With funding from Your Hendrix Odyssey, students
have traveled to nearly 50 foreign countries across nearly every continent, completing
engaged learning experiences across all categories of the Odyssey Program.
From Belize to Bosnia, China to Chile, Ghana to Greenland,
Malawi to Mexico, The Netherlands to New Zealand, Peru to Portugal, Romania to Rwanda,
Singapore to Slovenia, Tanzania to Turkey.
The impact of these international Odysseys is an institution
whose alumni have engaged with the world before they enter it as college graduates
and professionals. The support of Your Hendrix Odyssey doesn’t simply take
students to countries all over the world. It ensures that students bring what they
learn back to campus and connect those experiences to the classroom, share their
encounters with peers and place their newfound knowledge in new contexts, creating
effective and entrepreneurial solutions to new challenges that impact their campus
and their local and global communities.
How has Your Hendrix Odyssey internationalized
the Hendrix campus?
"The easy response is that the Global Awareness category
helped codify study-abroad and other international experiences that students were
already having," said Dr. Peter Gess, Director of International Programs and Associate
Professor of Politics. "But Odyssey brings intentionality to the experience, requiring
students to reflect on the cross-cultural experience."
The breadth of Odyssey categories has contributed to
a diverse body of international experiences for students, said Gess.

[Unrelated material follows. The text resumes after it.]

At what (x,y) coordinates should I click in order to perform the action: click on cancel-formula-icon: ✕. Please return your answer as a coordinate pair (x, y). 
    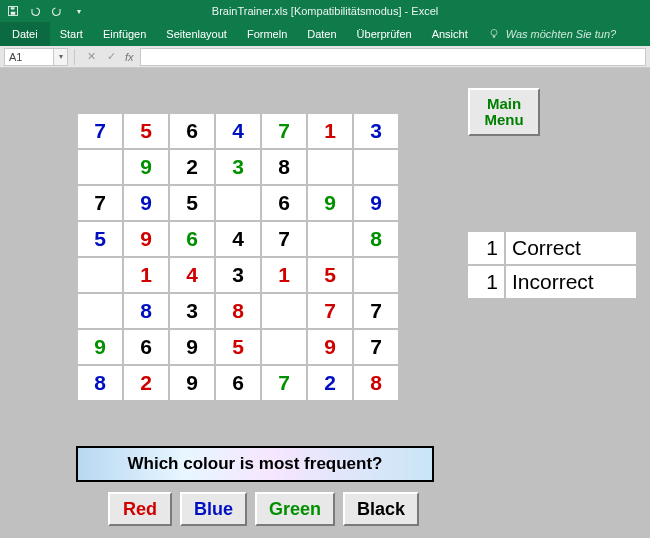
    Looking at the image, I should click on (91, 57).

For example, theatre students performing at the Fringe
Festival in Scotland earned Artistic Creativity credit; and students have earned
Undergraduate Research credit by studying traditional medicine in China and comparative
health care policy in Europe.
"We have moved far beyond the traditional model of
study abroad," said Gess. "Students are engaging foreign cultures and ideas through
faculty-led endeavors and through self-designed activities. This type of engaged
learning can both supplement traditional study abroad and complement it by offering
new avenues for the experience."
"We really want to see how a student is changed by the experience, how this contributes
to creating the ‘citizen of the world,’ how it teaches students to apply what they
learn in the classroom, how they become ‘the whole person,’" said Gess.